George Johnson (physician)

Sir George Johnson
Born 29 November 1818
Goudhurst, Kent, England
Died 3 June 1896 (aged 77)
London, England
Nationality British
Occupation Physician
Known for Treatment of cholera and kidney diseases

Sir George Johnson (29 November 1818 – 3 June 1896) was an eminent English physician who became recognized as an authority on cholera and kidney diseases. Some of his theories are no longer accepted today.

Birth and education

George Johnson was born on 29 November 1818 at Goudhurst, Kent, England. His father was a farmer and his mother was the daughter of an Edenbridge, Kent, timber merchant. He attended the local grammar school.[1] In 1837 he was apprenticed to his uncle, a general practitioner at Cranbrook in Kent. In October 1839 he entered the medical school of King's College London. He was an outstanding scholar, winning many prizes and a senior medical scholarship.[2] He won a Warneford prize in 1842 and graduated in 1843.[1]

Career

After leaving college, Johnson served in King's College Hospital as house physician and then house surgeon. In 1850 he was made an honorary fellow of King's College.[2] He became an assistant physician at the hospital in 1847 and physician in 1856. From 1857 to 1863 he was Professor of Materia medica (pharmacology) and from 1863 to 1876 he was Professor of Medicine.[1] In 1862 Johnson was elected a member of the senate of the University of London.[2] In 1865 he was appointed a consulting physician to the British Home and Hospital for Incurables, replacing Benjamin Guy Babington, who had resigned.[3] In 1872 he was made a fellow of the Royal Society.[2]

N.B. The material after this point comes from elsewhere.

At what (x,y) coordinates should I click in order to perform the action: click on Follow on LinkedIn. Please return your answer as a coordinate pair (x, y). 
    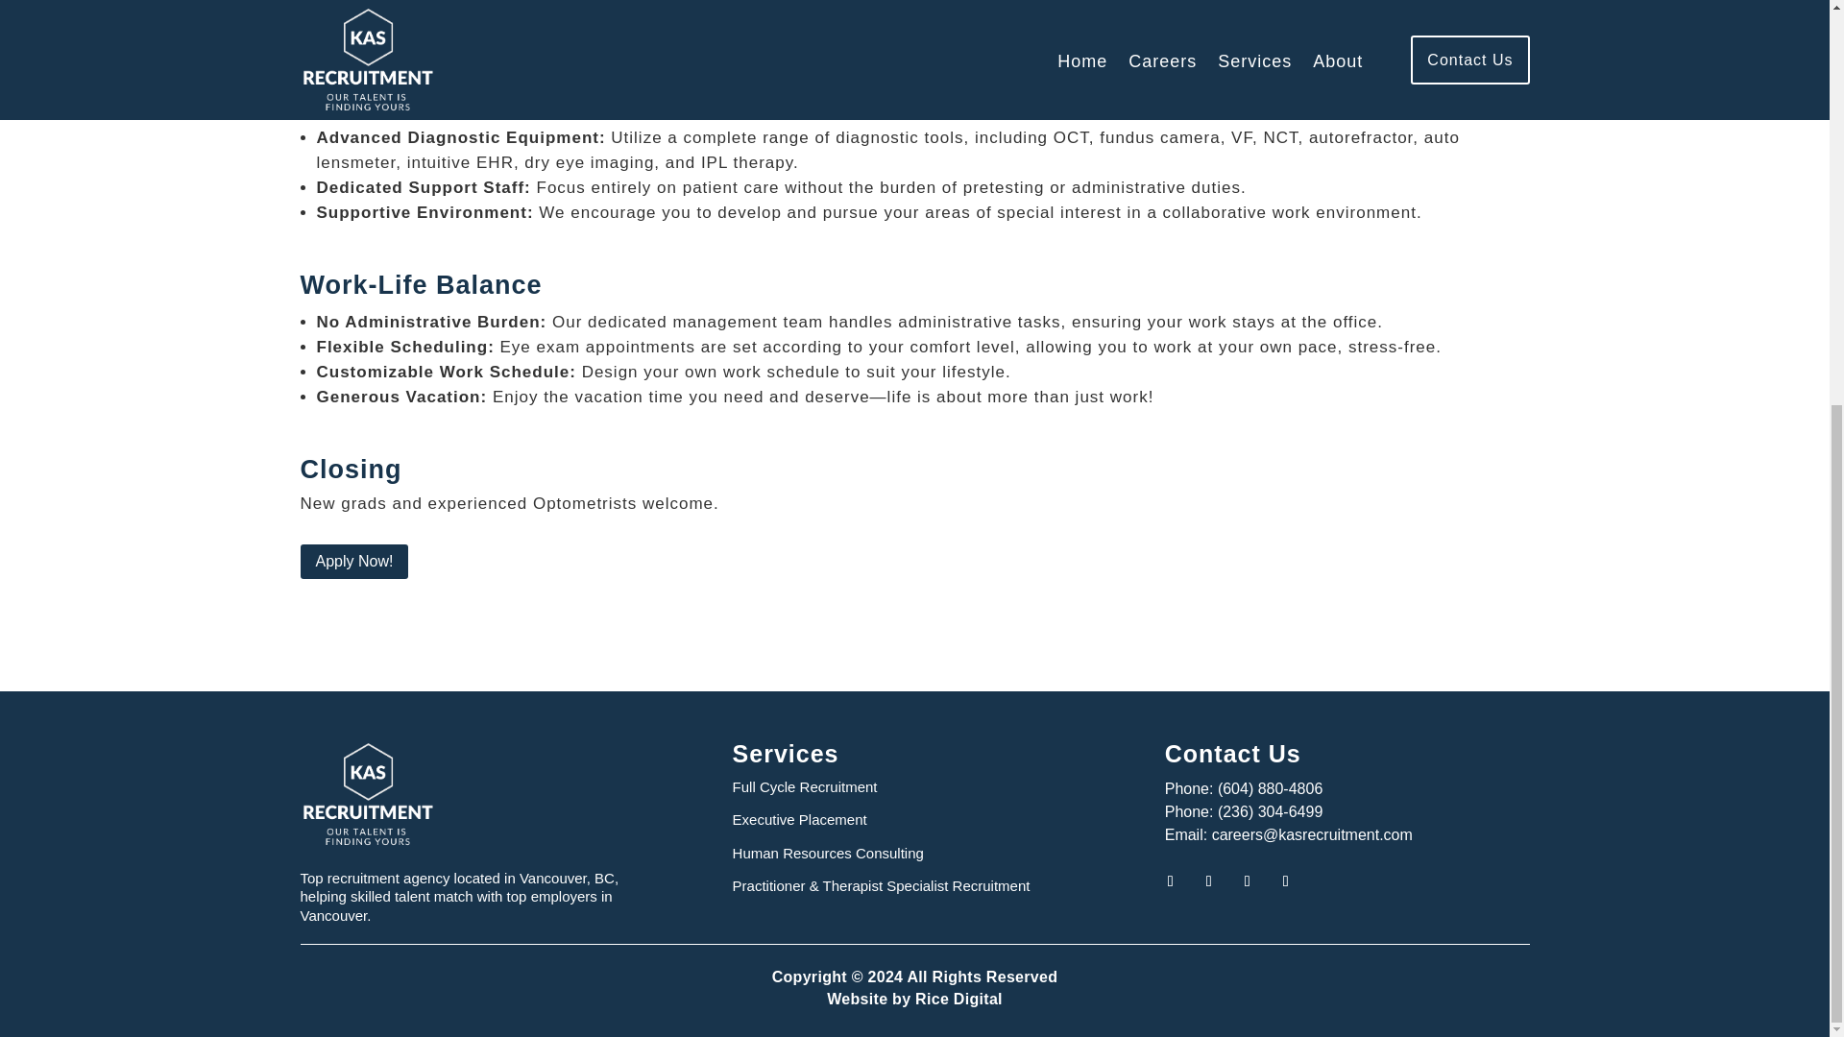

In 1876 Johnson attempted to treat Charles Bravo, a British lawyer who was fatally poisoned with antimony in what became known as "the Murder at the Priory". The Lancet of August 1876 published his detailed account of the symptoms, treatment and progress of the illness.[4] From 1876 to 1886 Johnson was Professor of Clinical Medicine at Kings. In 1883 he was appointed consulting physician to the Royal College of Music. He was a Censor at the Royal College of Physicians, and in 1887 was appointed Vice President of this institution. In 1889 Queen Victoria made him a Physician-Extraordinary. He was knighted in 1892.[1]

In 1850 Johnson married Charlotte Elizabeth, daughter of Lieutenant William White of Addington, Surrey. They had five children.[1] Frank Holl painted his portrait in 1888. This picture is now held by the Royal College of Physicians of London.[5] He died from cerebral haemorrhage at his home in Savile Row, London, on 3 June 1896.[2]

Work

Johnson became recognized as an authority on cholera and on kidney diseases, and published several works on these subjects. He was one of the first physicians to use the laryngoscope and the ophthalmoscope.[1] He reintroduced the picric acid test for albumen and the picric acid and potash test for sugar. He was a strong supporter of the views of Richard Bright on kidney disease, and discovered hypertrophy of the small arteries in Bright's disease. His "stop-cock" theory to explain this finding led to a controversy with Sir William Gull over the "hyaline-fibroid degeneration".[2]

Johnson was opposed to the astringent treatment of cholera.[6] Instead he advocated the "evacuation treatment", to get rid of as many cholera bacteria as possible by purging the bowels.[7] In 1832 William Brooke O'Shaughnessy had proposed saline injections as a way of restoring salts lost through the bowels, which today is considered a rational therapy. However, when Johnson reviewed results of this approach applied to 156 patients in 1832 he noted that only 25 had recovered. By 1848 the saline injection treatment was out of favor.[8]

Johnson thought that cholera was caused by a poison in the blood producing right-sided heart congestion.[9] He saw the vomiting and diarrhea of cholera as the body's attempt to expel the poison. He agreed that the blood of cholera victims differed in appearance from normal blood, but did not accept that this could be caused by dyhydration. He felt that death occurred because the poison prevented blood from circulating through the right side of the heart, thus cutting off blood from the lungs and causing a death similar to that caused by asphyxiation.[10] He considered that bleeding could help in the cure.[9]